Wills’s face was streaked with sweat. It grew pale as he listened to what was said, throwing the grimy streaks into relief.

“Too bad. You better send over the identification squad. Got that?” Wills hung up and said to Granada: “Broadman died.”

“Did those blows on the head kill him?”

“We’ll go on that assumption unless the autopsy shows different. All we know for certain right now, he was D.O.A. See what you can turn up in the basement, Pike. There’s a lot of old rugs and mattresses down there, looks like somebody’s been heaving them around. I didn’t find anything significant, but maybe you’ll have better luck.”

“What am I looking for?”

“A blunt instrument, with blood on it.” As Granada went down the steps, Wills turned to me. “I’m glad you stuck around, Counselor, I want to talk to you.
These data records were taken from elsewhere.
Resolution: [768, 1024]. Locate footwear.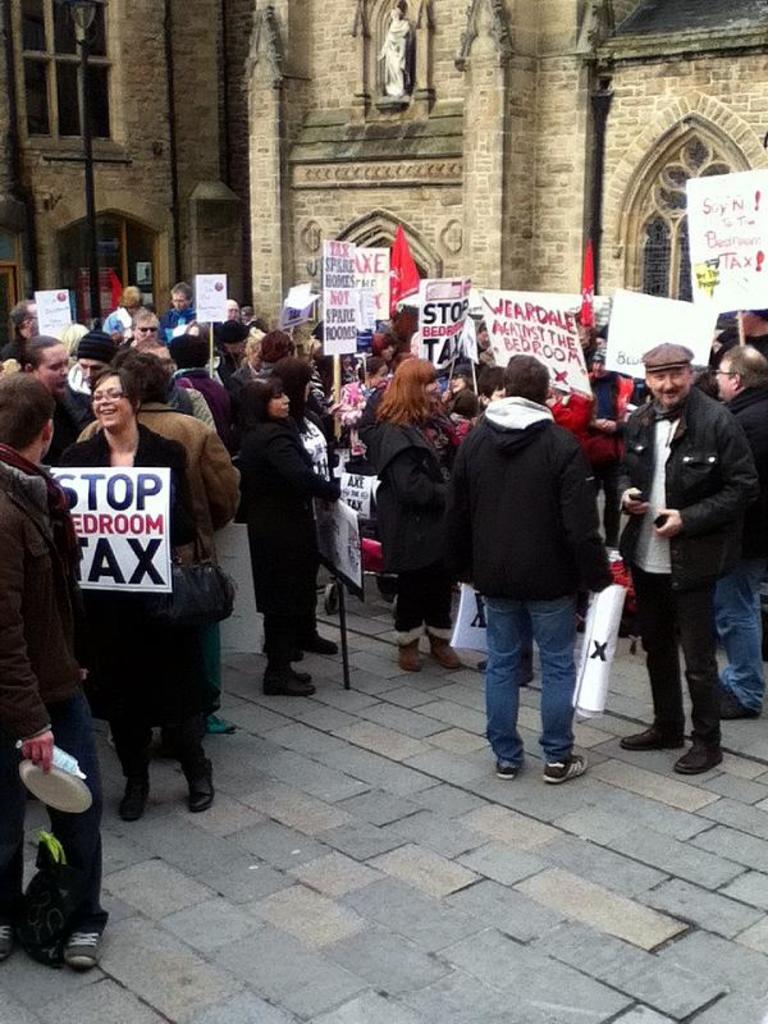
(261,667,315,696).
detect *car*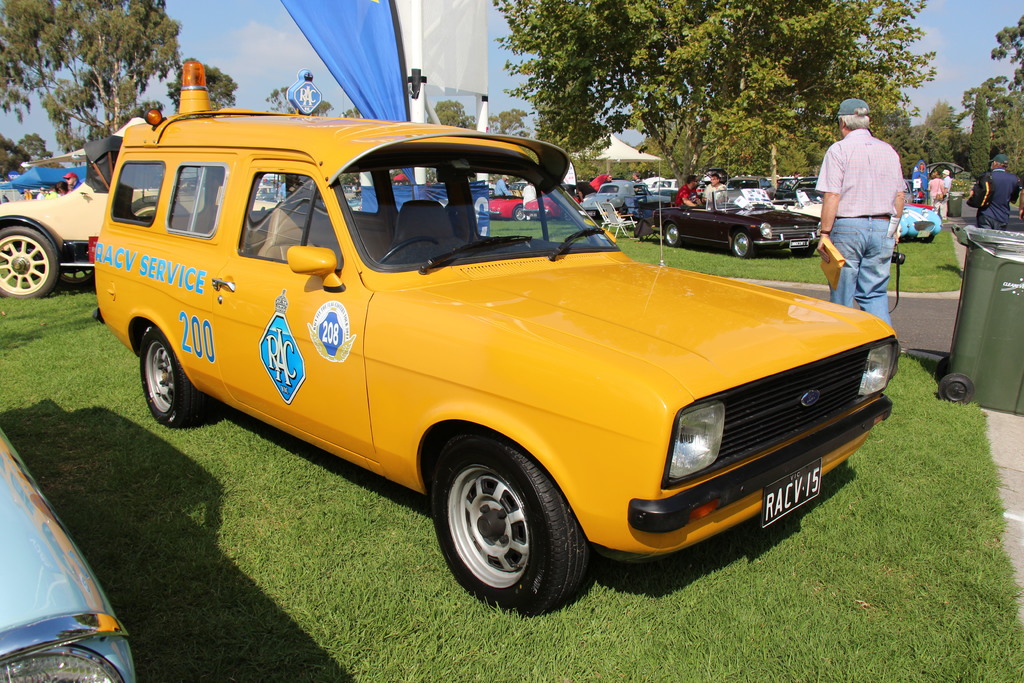
box=[636, 180, 829, 256]
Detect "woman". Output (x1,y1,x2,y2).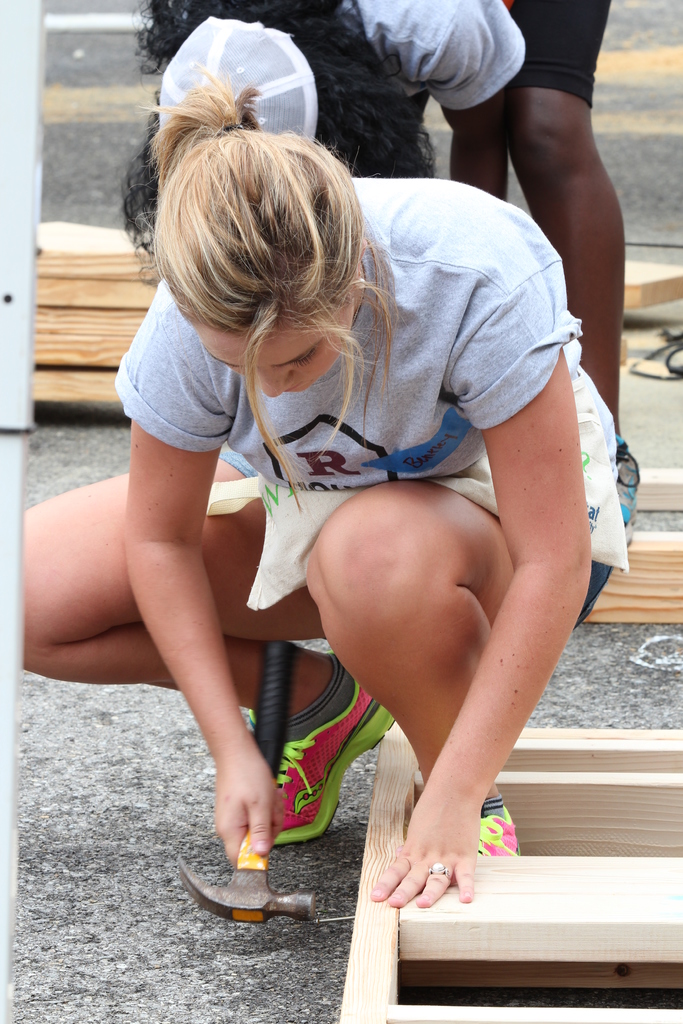
(120,0,629,546).
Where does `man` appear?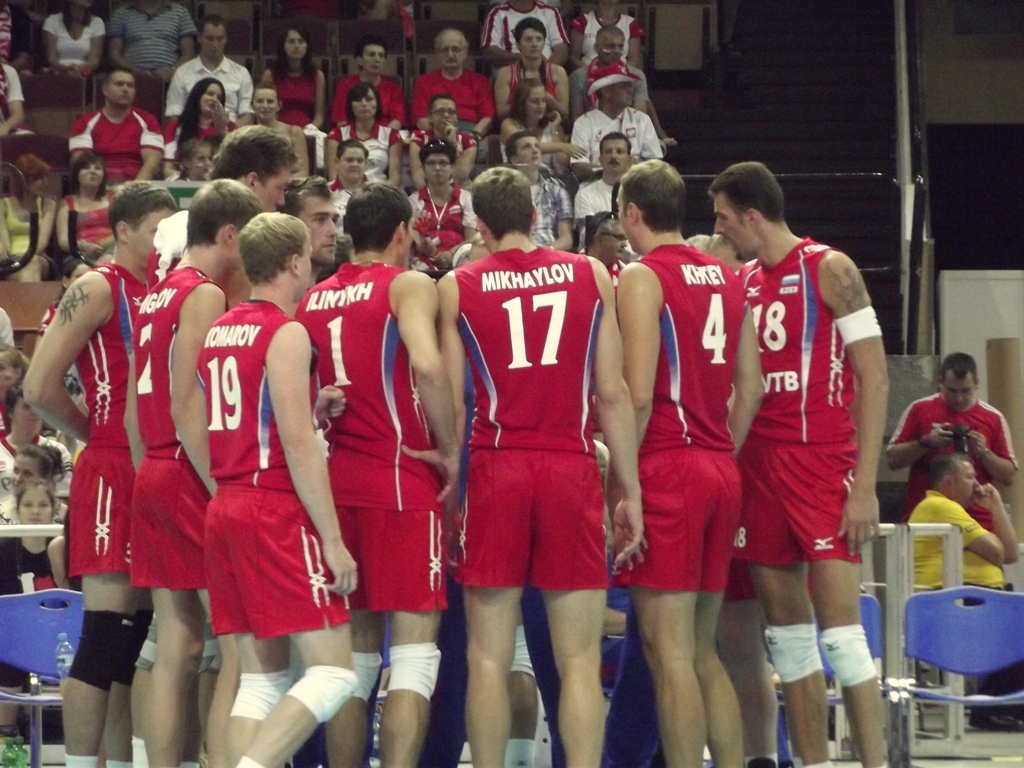
Appears at 903, 453, 1023, 728.
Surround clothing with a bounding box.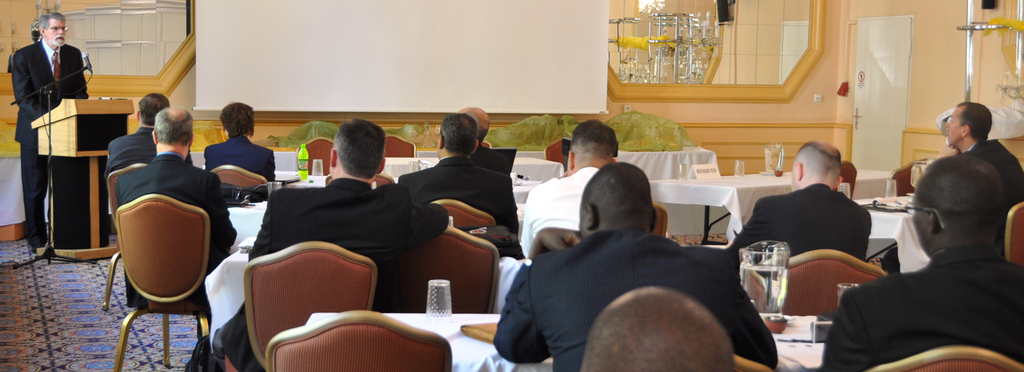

This changes things for your client.”

“For better or worse?”

“That’s largely up to her, wouldn’t you say? And up to you. She’s been in jail the past twenty-four hours, which makes her the one member of the gang who has clean hands, as far as this killing is concerned. There’s no sensible reason why she shouldn’t talk to us, and maybe save herself a long trip.”

“How could she know anything about this murder?”

“I don’t claim she knows anything about it specifically. But she must be able to identify the other members of the gang. If she comes clean-” Wills raised his hands in a gesture which didn’t go with his personality: the freeing of an imaginary bird. “Understand me, I’m not suggesting a deal. But where would we be if the people of the world didn’t co-operate?”

Just where we were, I thought, because they didn’t. Still, I was impressed by Wills’s attempt to talk my language.

“You blame this murder on the burglary gang?”

He nodded. “We’ve suspected for some time that Broadman was fencing for them-acting as one of their outlets, anyway. We got our first tangible evidence last week. An ormolu clock turned up in one of the L.A. auction rooms. A member of their robbery detail happened to spot it because it was unique, and checked with our circular. The clock was taken in the Hampshire burglary, out in the Foothill district, and it was part of a shipment from Broadman’s store.

“Broadman had a story ready, of course. He bought the ormolu clock from a little old lady in reduced circumstances that he’d never seen before. How did he know it was stolen? He had our pawn-shop list, sure, but his eyes were bad. If he spent all his time reading police lists, what would happen to business?”

Wills leaned on the desk and looked out thoughtfully through the wire netting. The jumbled contents of the store were evidence piled on evidence that you couldn’t take it with you.

“Broadman would have been better off in jail,” he said, “but the clock wasn’t enough to arrest him for. We couldn’t prove he had guilty knowledge. He knew we were on to him, though. And he wanted out. When Ella Barker sold him that hot diamond yesterday, he was on the phone practically before she was out of the store.”

“You think he knew that diamond ring was stolen?”

“I’m sure of it. He also knew who she was.”